Earth Day is no longer relevant
We're way beyond small, everyday actions in our households
Ah, Earth Day: that one day a year devoted to patting ourselves on the back for recycling our milk jugs and installing LED bulbs. But most of us spend as much time thinking about the Earth on Earth Day as we do woodchucks on Feb. 2.
The focus of last year's Earth Day was to end the use of single-use plastics. As a result, you can find me at restaurants sucking pop through a cardboard straw while grimacing at the taste. I don't like to see an animal in the ocean choking on my plastics anymore than the next person, but we've got bigger fish to fry.
The planet now finds itself in grave danger. We're way beyond holding a day once a year to raise awareness on the issue. If your house is on fire, you're not going to ask the family, "Any ideas on how we should celebrate Fire Safety Day this year?"
My family lives in a passive solar house.
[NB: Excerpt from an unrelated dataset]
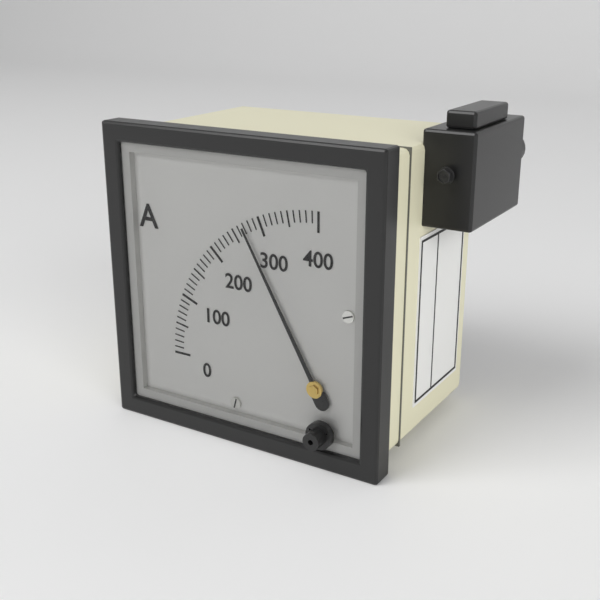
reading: 270 A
We drive electric cars and gloat about how much electricity the solar panels on our roof are producing.
But the truth is, we're not environmentalists — not in any meaningful sense. We buy stupid things at dollar stores, we fly on airplanes, and we eat more hamburgers than Ronald McDonald. Our primary motivation for investing in electric vehicles and solar panels was the tens of thousands of dollars it would put in our pockets over the course of their lifetime, not because we have the hutzpah to do the right thing. I wish we did.
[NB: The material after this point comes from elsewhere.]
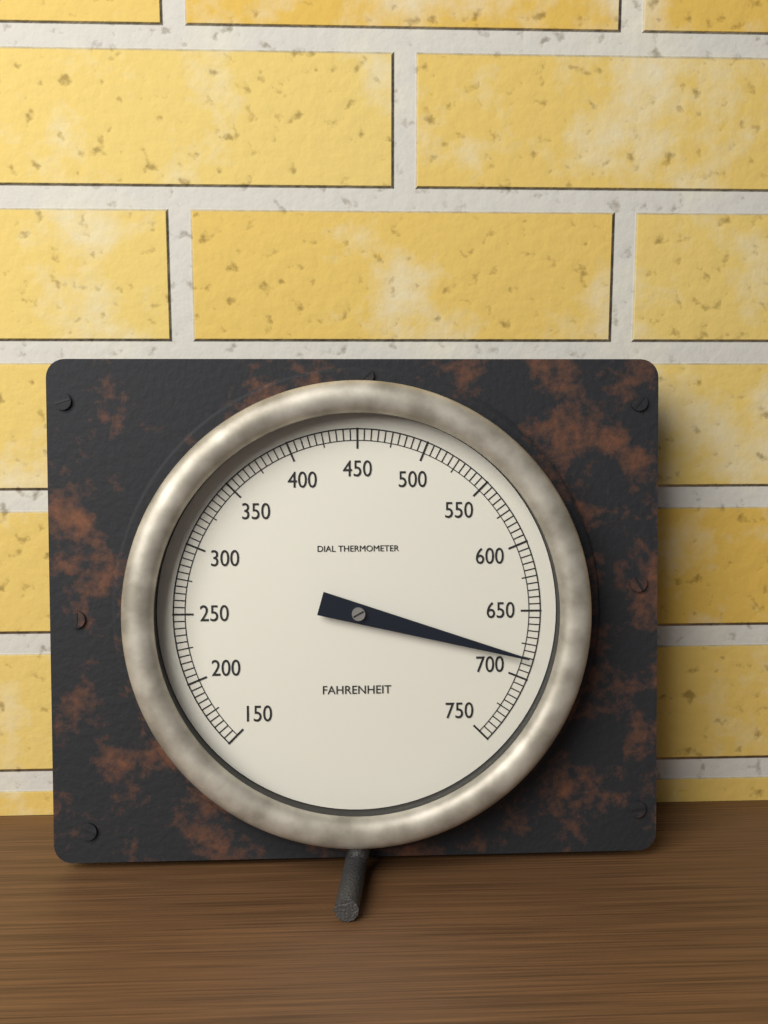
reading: 685 °F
But something happened to me recently that might yet turn me into an environmentalist.
I was driving my son home from school and mentioned I'd heard on the radio that the last time there was this much carbon in the atmosphere, there were trees growing in Antarctica. I told him I didn't know anything about that.
My son did.
He told me how global warming is slowing ocean currents, which could have major effects not only on sea life but on life on land. He told me of other major changes the world can expect to experience should global temperatures rise by three degrees — something we're on track to do by the end of this century. Every day heading towards that moment will only get worse.
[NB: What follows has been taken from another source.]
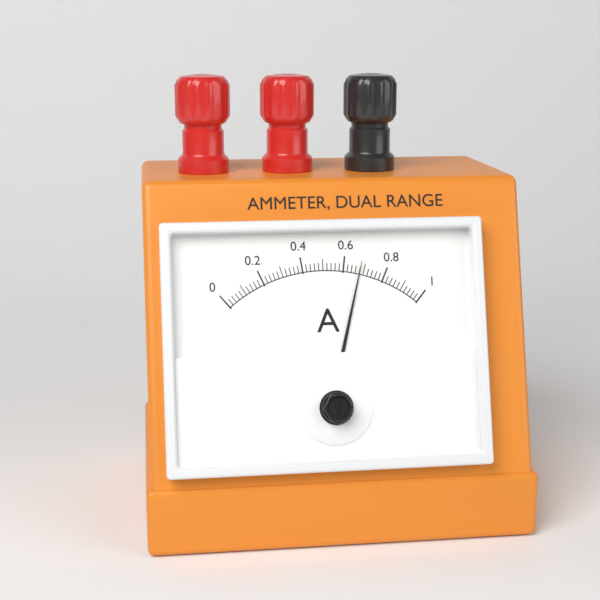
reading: 0.68 A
He knew and understood everything. It was gut-wrenching to hear him say it. Climate change used to be something that would affect us way down the road. That's not the case anymore.
In the context of the crisis at hand, Earth Day is no longer relevant. Those aboard the Titanic weren't busy celebrating Iceberg Awareness Day as they were sinking. The time for having a special day for green-shaming and "doing our part" has passed.
Every day has to be Earth Day from now on. We have to do the hard work of educating ourselves about global warming so that politicians of all stripes respond to our concerns and act on a grand scale.
And we have to wake up to the reality that the future our children see may not be the one we see. They know what's coming because they have to live with it. They are yearning for us to open our eyes.
Sixteen-year-old climate activist Greta Thunberg puts it this way: "Adults keep saying we owe it to the young people, to give them hope. But I don't want your hope. I don't want you to be hopeful. I want you to panic."
Why? Because, as Thunberg said, our house is on fire.